Walt Whitman's Civil War

Contributors

By Walter Lowenfels

On Sale
Mar 22, 1989
Page Count
368 pages
Publisher
Da Capo Press
ISBN-13
9780306803550

In 1863 Walt Whitman first proposed to the publisher John Redpath a book about his Civil War experiences. It was never published. But in a draft prospectus Whitman described “a new book . . . with its framework jotted down on the battlefield, in the shelter tent, by the wayside amid the rubble of passing artillery trains or the moving cavalry in the streets of Washington . . . a book full of the blood and vitality of the American people.” Walter Lowenfels has edited the book Whitman could only envision. From a mosaic of materials–newspaper dispatches, letters, notebooks, published and unpublished works–as well as thirty-six of Whitman’s great war poems, Lowenfels has created a thrilling and unique document. Sixteen pages of drawings by Winslow Homer, another distinguished eyewitness, are reproduced here from the artist’s field sketches. The result is a book that produces in the reader exactly what Whitman had hoped, one that captures “part of the actual distraction, heat, smoke, and excitement of those times.”

Formats and Prices

Price

$21.99

Price

$28.99 CAD

Format

Trade Paperback

Format:

Trade Paperback $21.99 $28.99 CAD

Walter Lowenfels

About the Author

Walt Whitman (1819-1892) was an American poet, essayist, and journalist. He is among the most influential poets in the American canon, often called the father of free verse.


• Assignment: Copy the entries below word for word, minus the pictures.

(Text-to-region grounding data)
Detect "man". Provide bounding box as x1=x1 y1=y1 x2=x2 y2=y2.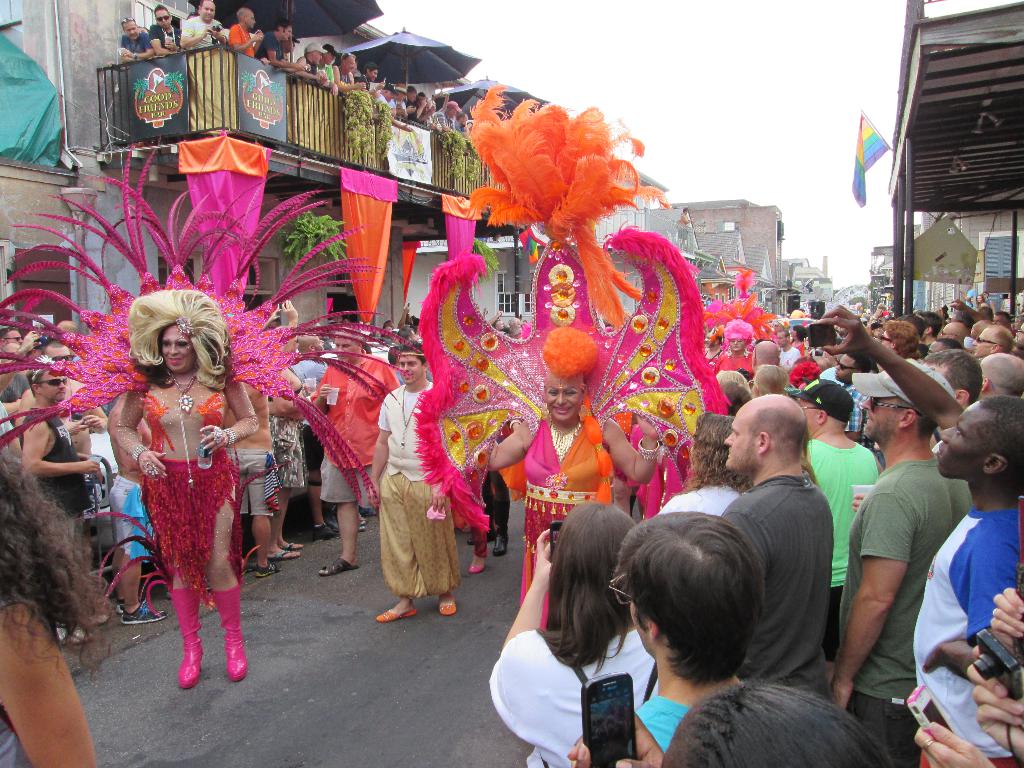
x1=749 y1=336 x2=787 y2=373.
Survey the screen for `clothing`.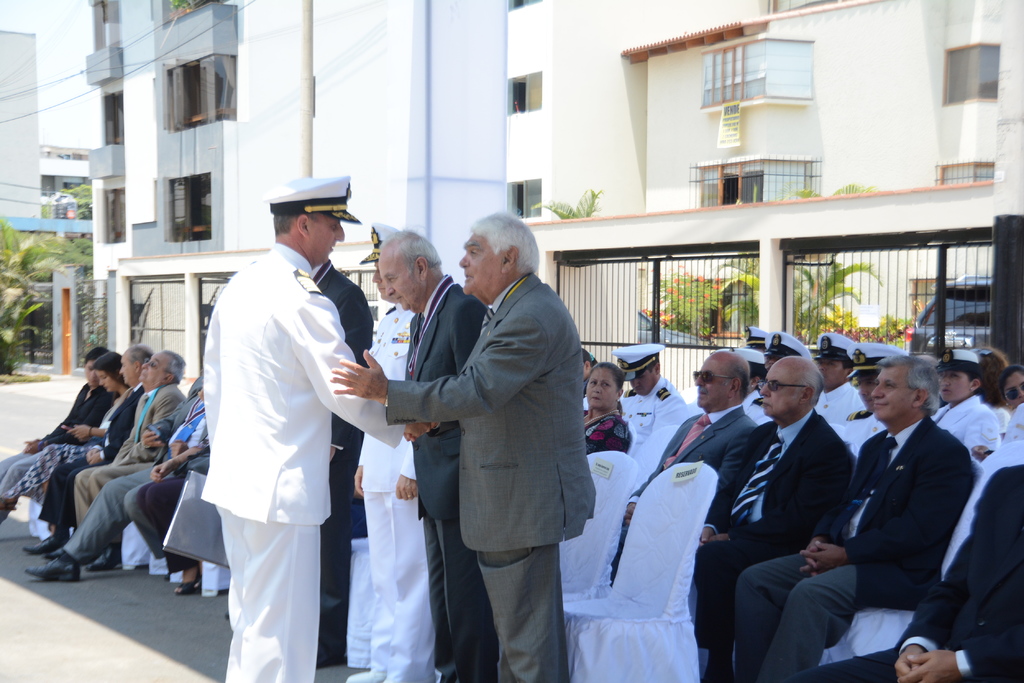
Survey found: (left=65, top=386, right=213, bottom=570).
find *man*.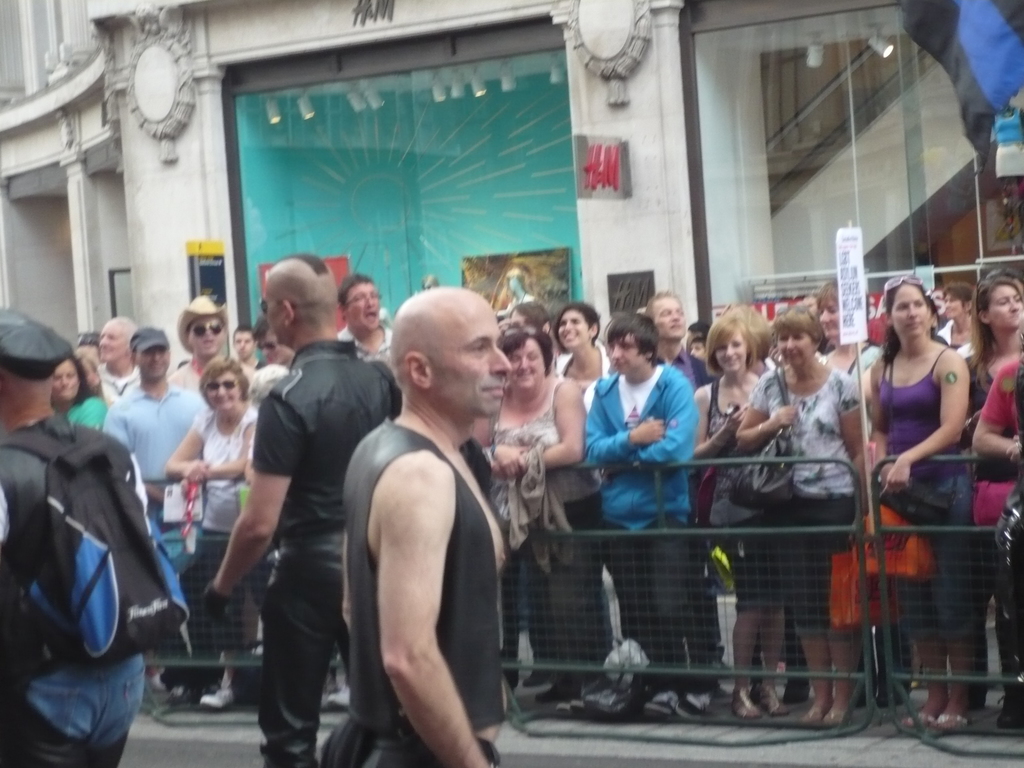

• Output:
Detect "man". Provide bounding box as x1=x1 y1=y1 x2=x2 y2=y2.
x1=749 y1=336 x2=787 y2=373.
Survey the screen for `clothing`.
Survey found: (left=65, top=386, right=213, bottom=570).
find *man*.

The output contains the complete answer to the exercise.